When asked whether Syria could ever feature on one of their itineraries, James stressed that it all comes down to their on the ground knowledge; “I know people who’ve done the journey [to Syria] recently. I’ve been myself many times before the conflict. But, for me as a travel provider, I don’t have enough intel on the ground to ensure the safety of a trip with Syria’s current political climate.”
Warzone wanderers
Similar to these Afghan locations, Damascus is relatively safe in comparison to the rest of Syria. Since the Assad government cemented its grip on the city centre, life has returned to “almost normal”.
Speaking to Pablo Sigismondi, an Argentinian geographer who visited Syria this year, he tells me: “In general, the city centre is very safe but there are a few traces of areas affected by the war.

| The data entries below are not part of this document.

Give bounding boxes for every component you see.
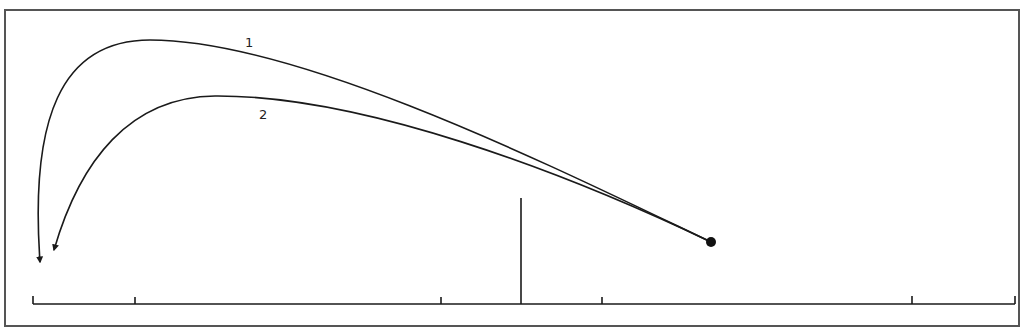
trajectory-curve-2: [54, 96, 711, 250]
start-point-dot: [706, 237, 716, 247]
frame: [5, 10, 1019, 326]
curve-label-2: 2: [259, 107, 267, 122]
baseline-axis: [33, 296, 1015, 304]
curve-label-1: 1: [245, 35, 253, 50]
trajectory-curve-1: [38, 40, 711, 262]
diagram-canvas: 1 2: [0, 0, 1024, 331]
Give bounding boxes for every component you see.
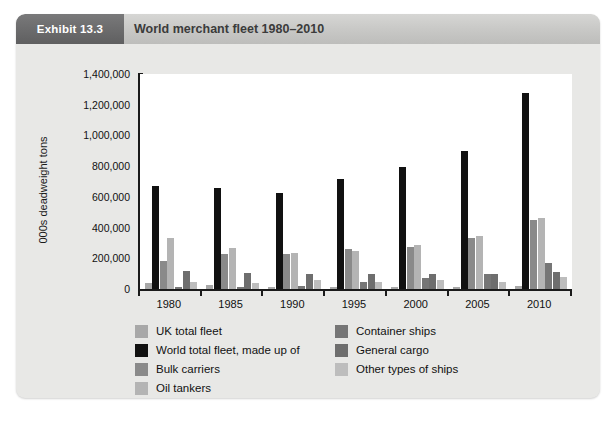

“From the top of tall buildings, I could see smoke and hear noise coming from the east and south of the city, where terrorist groups operate.”

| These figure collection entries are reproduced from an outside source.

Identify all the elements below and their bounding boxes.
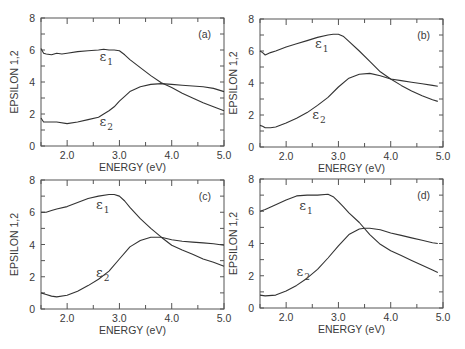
y-tick-label: 8 — [248, 13, 254, 25]
x-tick-label: 4.0 — [164, 312, 179, 324]
y-tick-label: 0 — [29, 140, 35, 152]
x-tick-label: 2.0 — [60, 312, 75, 324]
y-axis-label: EPSILON 1,2 — [8, 213, 20, 276]
y-tick-label: 4 — [29, 76, 35, 88]
y-tick-label: 8 — [248, 173, 254, 185]
x-tick-label: 4.0 — [383, 150, 398, 162]
x-axis-label: ENERGY (eV) — [318, 323, 385, 335]
y-tick-label: 6 — [248, 205, 254, 217]
y-tick-label: 6 — [29, 206, 35, 218]
y-axis-label: EPSILON 1,2 — [8, 50, 20, 113]
panel-c: 2.03.04.05.002468ENERGY (eV)EPSILON 1,2(… — [8, 174, 231, 336]
epsilon1-curve — [260, 194, 438, 272]
x-tick-label: 2.0 — [279, 311, 294, 323]
y-tick-label: 2 — [248, 270, 254, 282]
plot-frame — [260, 179, 443, 308]
x-tick-label: 5.0 — [436, 311, 451, 323]
plot-frame — [41, 18, 224, 146]
epsilon2-curve — [260, 228, 438, 296]
epsilon2-curve — [260, 73, 438, 127]
y-tick-label: 4 — [29, 239, 35, 251]
x-tick-label: 5.0 — [217, 312, 232, 324]
panel-tag: (c) — [199, 190, 211, 202]
x-axis-label: ENERGY (eV) — [99, 161, 166, 173]
epsilon1-curve — [41, 195, 224, 267]
x-tick-label: 3.0 — [112, 312, 127, 324]
panel-a: 2.03.04.05.002468ENERGY (eV)EPSILON 1,2(… — [8, 12, 231, 173]
epsilon1-label: ε1 — [315, 36, 328, 54]
x-tick-label: 2.0 — [279, 150, 294, 162]
x-tick-label: 2.0 — [60, 149, 75, 161]
epsilon2-curve — [41, 237, 224, 297]
epsilon2-curve — [41, 84, 224, 124]
epsilon1-curve — [41, 48, 224, 110]
x-axis-label: ENERGY (eV) — [99, 324, 166, 336]
epsilon1-label: ε1 — [299, 198, 312, 216]
panel-tag: (d) — [417, 189, 430, 201]
panel-d: 2.03.04.05.002468ENERGY (eV)EPSILON 1,2(… — [227, 173, 450, 335]
x-tick-label: 3.0 — [112, 149, 127, 161]
y-tick-label: 8 — [29, 174, 35, 186]
y-tick-label: 4 — [248, 77, 254, 89]
panel-tag: (b) — [417, 29, 430, 41]
x-tick-label: 5.0 — [436, 150, 451, 162]
epsilon1-label: ε1 — [96, 197, 109, 215]
epsilon1-label: ε1 — [100, 49, 113, 67]
x-tick-label: 3.0 — [331, 150, 346, 162]
y-tick-label: 6 — [29, 44, 35, 56]
y-tick-label: 2 — [29, 271, 35, 283]
y-tick-label: 4 — [248, 238, 254, 250]
x-tick-label: 3.0 — [331, 311, 346, 323]
epsilon1-curve — [260, 34, 438, 101]
epsilon2-label: ε2 — [100, 114, 113, 132]
x-axis-label: ENERGY (eV) — [318, 162, 385, 174]
x-tick-label: 4.0 — [164, 149, 179, 161]
y-tick-label: 8 — [29, 12, 35, 24]
y-tick-label: 0 — [29, 303, 35, 315]
y-tick-label: 2 — [29, 108, 35, 120]
y-axis-label: EPSILON 1,2 — [227, 212, 239, 275]
plot-frame — [41, 180, 224, 309]
panel-b: 2.03.04.05.002468ENERGY (eV)EPSILON 1,2(… — [227, 13, 450, 174]
epsilon2-label: ε2 — [297, 264, 310, 282]
y-tick-label: 2 — [248, 109, 254, 121]
x-tick-label: 5.0 — [217, 149, 232, 161]
y-tick-label: 0 — [248, 302, 254, 314]
y-tick-label: 6 — [248, 45, 254, 57]
panel-tag: (a) — [198, 28, 211, 40]
x-tick-label: 4.0 — [383, 311, 398, 323]
figure-2x2-dielectric-function: 2.03.04.05.002468ENERGY (eV)EPSILON 1,2(… — [0, 0, 465, 349]
epsilon2-label: ε2 — [312, 107, 325, 125]
y-tick-label: 0 — [248, 141, 254, 153]
y-axis-label: EPSILON 1,2 — [227, 51, 239, 114]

Moving around the city was simple: “I could go around on foot, without guards or guides, completely alone and safely. The people are very hospitable and pleasant, and welcome foreigners warmly.” Although Pablo got on well in Damascus, his journey did take him outside of the capital’s “bubble”. Homs, a visceral reminder of loss to the revolution, also appeared on Sigismondi’s travel itinerary.
Sigismondi’s reasoning behind his travel choices are based on his own political beliefs, and Syria is not the first war zone he has chosen for vacation. He has visited Gaza, Iraq, Kosovo, South Sudan and Central Africa, all during war time. Despite the crimes committed by the Assad government, for this trip, he tells MEE what motivated him: “I wanted to show my solidarity with Syria’s government and its wonderful people, in the light of the aggression facing the nation.”
Country counters
The “type” of person who seeks to visit unusual and, at times, dangerous locations is a difficult demographic to pin down. Willcox describes some of the trends he has noticed since opening Untamed Borders: “We’ve guided people from over 40 countries, 25-40 percent of whom are women. Ages range from 20 to 80.”
One factor which sticks out for him is that, “people tend to have a bit of cash behind them. Our trips are good value for money but they’re not budget.”
He also described some tourists loosely as “country counters,” those whose purpose in travel is to “tick off” every country in the world.
Whatever the reason behind the trend, the changeable nature of the country’s political situation is imperative to consider before hailing a cab on the streets of Beirut. Hopefully, the future will see a return of Syria’s tourism, but for now, it is not the most appropriate or safe holiday destination.